Evil triumphs when good men do nothing - Edmund Burke

Sunday, January 10, 2010

The importance of Suffering


Saint Therese of the Infant Jesus referred often to suffering, saying "if the good Lord gave us the entire universe, with all its treasures, it could not be compared to the lightest of sufferings."

And she wrote that:

"Holiness does not consist in saying beautiful things, it does not even consist in thinking them, in feeling them! It consists in suffering and in suffering everything."

Saint Therese teaches us so much about holiness and suffering, in this simple and serene manner.

And Saint Francis de Sales called suffering "the eighth sacrament."

At Fatima, Our Lady asked the three children to practice "the eighth sacrament" to save the souls of poor sinners.

"Pray, pray a great deal and make sacrifices for sinners. So many souls go to hell because there is no one to pray and sacrifice for them."

So we know we are on the right track when we suffer and offer our sufferings to Our Lady, as She requested at Fatima.

Two of the three Fatima seers, Jacinta and Francisco, died young because of the need for victim souls to give necessary fecundity to Our Lady’s plan. Their lives were proof that nothing great is done without suffering.

Indeed, suffering helps those souls who are absorbed with themselves and unwilling to open up. We should see suffering as normal for man and we should practice it with courage and daring.

Clearly, this includes not only passive suffering like, for example, allowing another to strike us. It also means active suffering that is, taking the initiative in find suffering. This can be done by confronting bad public opinion or overcoming human respect. In short, it means accepting suffering entirely, embracing it fearlessly and daringly, and taking the initiative to look for ways to sacrifice for an ideal. This is what it means to suffer par excellence and we should seek to do this.

The Hollywood myth of the “happy end” is a great obstacle to accepting suffering and sacrifice. Not all things turn out well in the end as in the movies.

Not everything is joy and success. Thus, we should not look at suffering as a kind of seven-headed monster that invades people’s lives uninvited. To the contrary, we should realize that everyone suffers and a life without crosses is worthless. Saint Louis Marie Grignion de Montfort goes so far as to say that when a person does not suffer, he should ask for crosses. For a person to whom God gives no sufferings should be wary of his eternal salvation.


Taking the line with "Locate an element" as the first, copy every line through the end of the records below exactly. Do not include pictures.

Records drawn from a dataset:
=== Begin Enclosure ===
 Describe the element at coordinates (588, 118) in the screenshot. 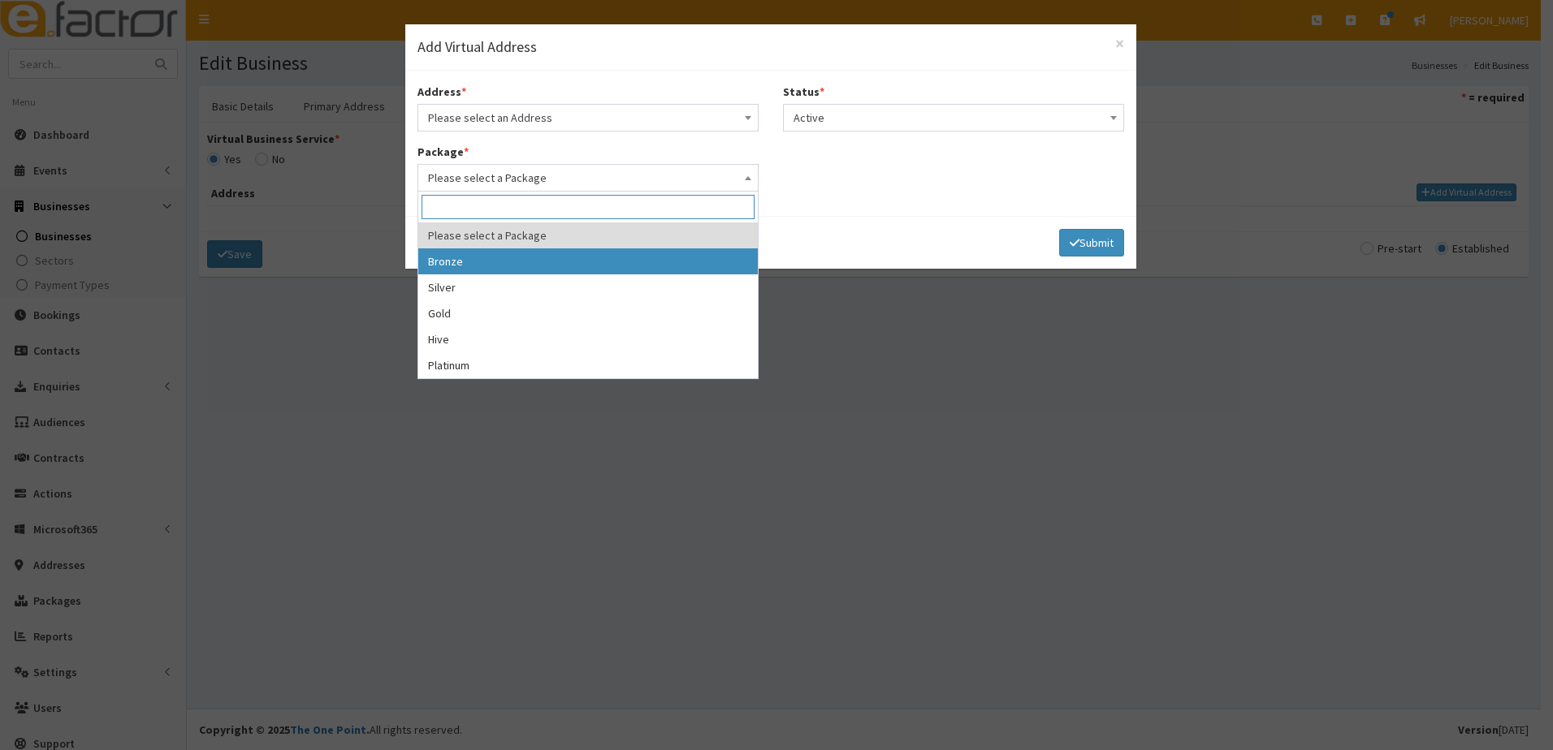

I see `span: Please select an Address` at that location.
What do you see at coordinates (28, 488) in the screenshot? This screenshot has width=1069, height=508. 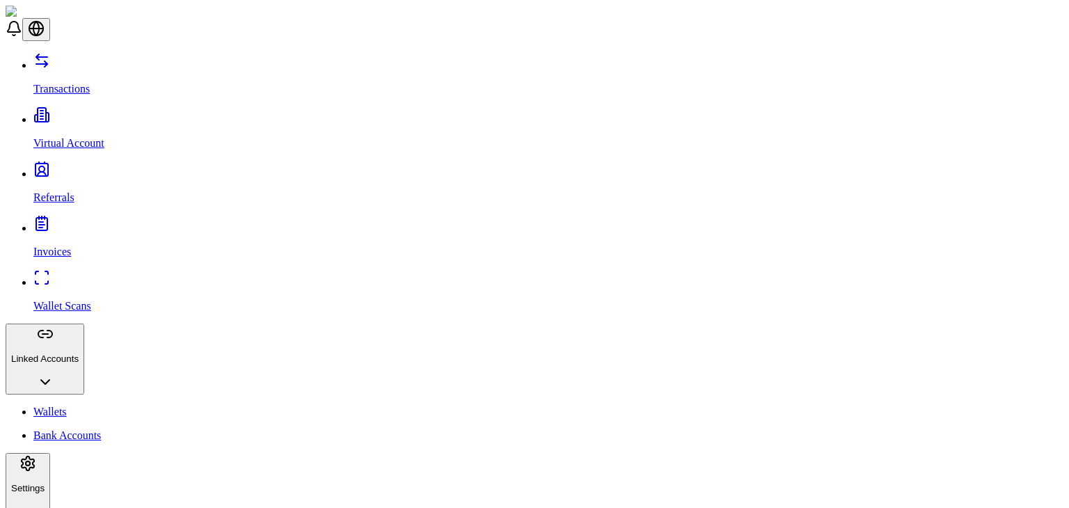 I see `p: Settings` at bounding box center [28, 488].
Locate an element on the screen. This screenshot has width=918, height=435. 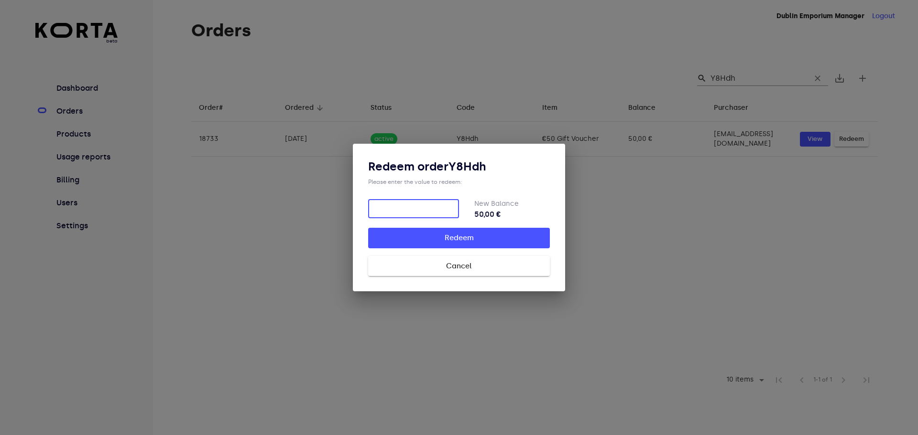
label: New Balance is located at coordinates (496, 204).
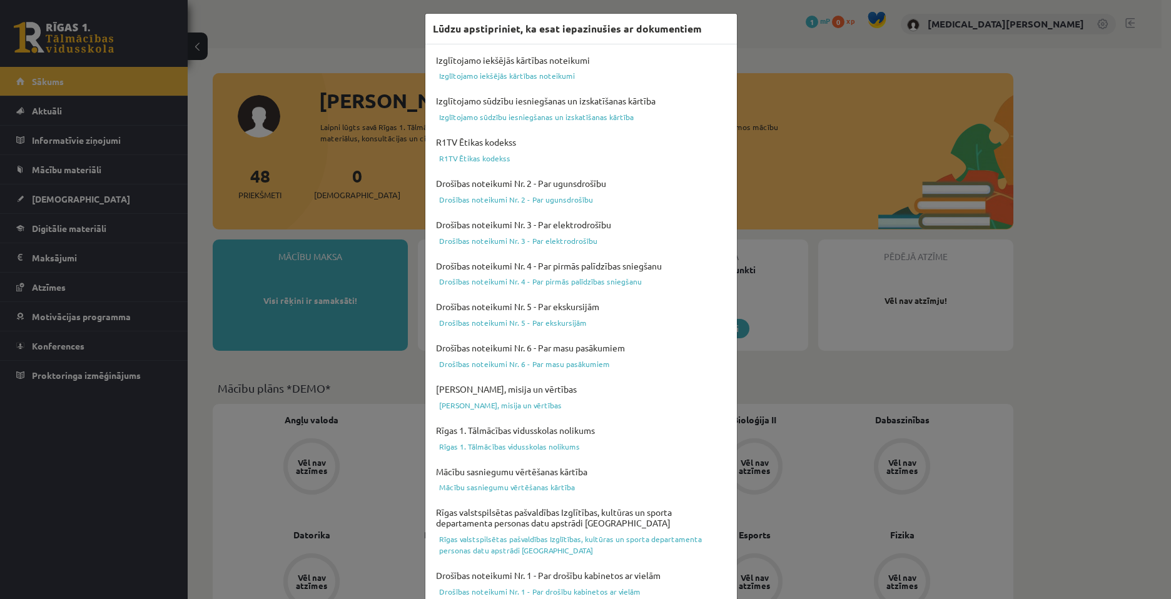 This screenshot has width=1171, height=599. Describe the element at coordinates (581, 487) in the screenshot. I see `a: Mācību sasniegumu vērtēšanas kārtība` at that location.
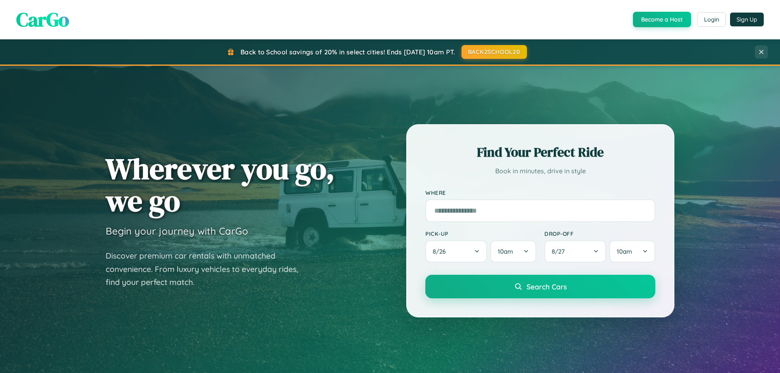 This screenshot has width=780, height=373. Describe the element at coordinates (540, 287) in the screenshot. I see `button: Search Cars` at that location.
=== End Enclosure ===
Task response:
Locate an element on the screen. This screenshot has width=918, height=435. 
label: New Balance is located at coordinates (496, 204).
 This screenshot has width=1171, height=599. Describe the element at coordinates (581, 487) in the screenshot. I see `a: Mācību sasniegumu vērtēšanas kārtība` at that location.
 This screenshot has width=780, height=373. Describe the element at coordinates (540, 287) in the screenshot. I see `button: Search Cars` at that location.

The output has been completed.